+2  A: 

The problem is caused by reference decay: (correct term is "reference collapse")

template < typename T >
void f(T && t) { .... }

int x; f(x); // what is f()?

The answer to the question in the code is that f() is:

void f(T& && t) { .... }

Which because of reference decay turns into this:

void f(T& t) { .... }

As you can expect, this will of course be ambiguous with anything defined as:

template < typename T >
void f(T & t) { .... }

This might work (fixed version):

#include <type_traits>
#include <utility>

template < typename T >
struct pointer
{
  pointer(T& t) {}
  pointer(T&& t) {}
};

template < typename T >
pointer<typename std::remove_reference<T>::type> 
address_of(T && t)
{ 
  return pointer<typename std::remove_reference<T>::type>(std::forward<T>(t));
}

int main()
{
  int x = 5;
  pointer<int> o = address_of(x);
  pointer<int> p = address_of(5);
}

The reason being that this reference decay stuff only happens in functions that are templated on T. In this case your pointer class is, but the constructors are not actually templates themselves and so T& is never a valid T for the T&& version.

The first version still had the same problem as your code since address_of was just using T as the template parameter for pointer.

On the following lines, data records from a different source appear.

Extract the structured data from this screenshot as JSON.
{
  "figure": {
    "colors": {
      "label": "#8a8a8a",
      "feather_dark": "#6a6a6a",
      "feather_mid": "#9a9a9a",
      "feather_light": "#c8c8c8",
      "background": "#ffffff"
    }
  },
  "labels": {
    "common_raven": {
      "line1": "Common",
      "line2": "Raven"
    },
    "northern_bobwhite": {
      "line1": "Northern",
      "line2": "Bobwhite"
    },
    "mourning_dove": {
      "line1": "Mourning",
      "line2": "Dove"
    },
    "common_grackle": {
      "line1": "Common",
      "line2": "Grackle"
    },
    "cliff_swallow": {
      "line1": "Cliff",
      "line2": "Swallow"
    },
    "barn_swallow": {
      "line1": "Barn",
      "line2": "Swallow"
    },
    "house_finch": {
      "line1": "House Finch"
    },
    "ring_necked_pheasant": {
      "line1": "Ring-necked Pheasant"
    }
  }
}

We actually need the raw type.

Noah Roberts
That makes sense, thanks. Any thoughts on how to achieve the behaviour I *do* want?
Jon Purdy
What is reference decay?
Andres Jaan Tack
@Jon - one. Not positive it will work but I put it in my answer.
Noah Roberts
@Andres - http://thbecker.net/articles/rvalue_references/section_08.html
Noah Roberts
Jon Purdy
Because I forgot to remove the reference in T before using it to instantiate pointer<>. Fixed.
Noah Roberts
That did it! I suspected it would be something involving `remove_reference` but I got pulled away and didn't have a chance to test it. Works like a charm.
Jon Purdy
You might put a static_assert in your pointer class that checks if T is a reference and pukes if so. This would make the compiler error more sensible to others since the error they'll get if they do pass a reference as T is what you got about overloading.
Noah Roberts
Not a bad idea, but unnecessary for my purposes: the code that makes use of this feature is autogenerated and will not be touched by humans.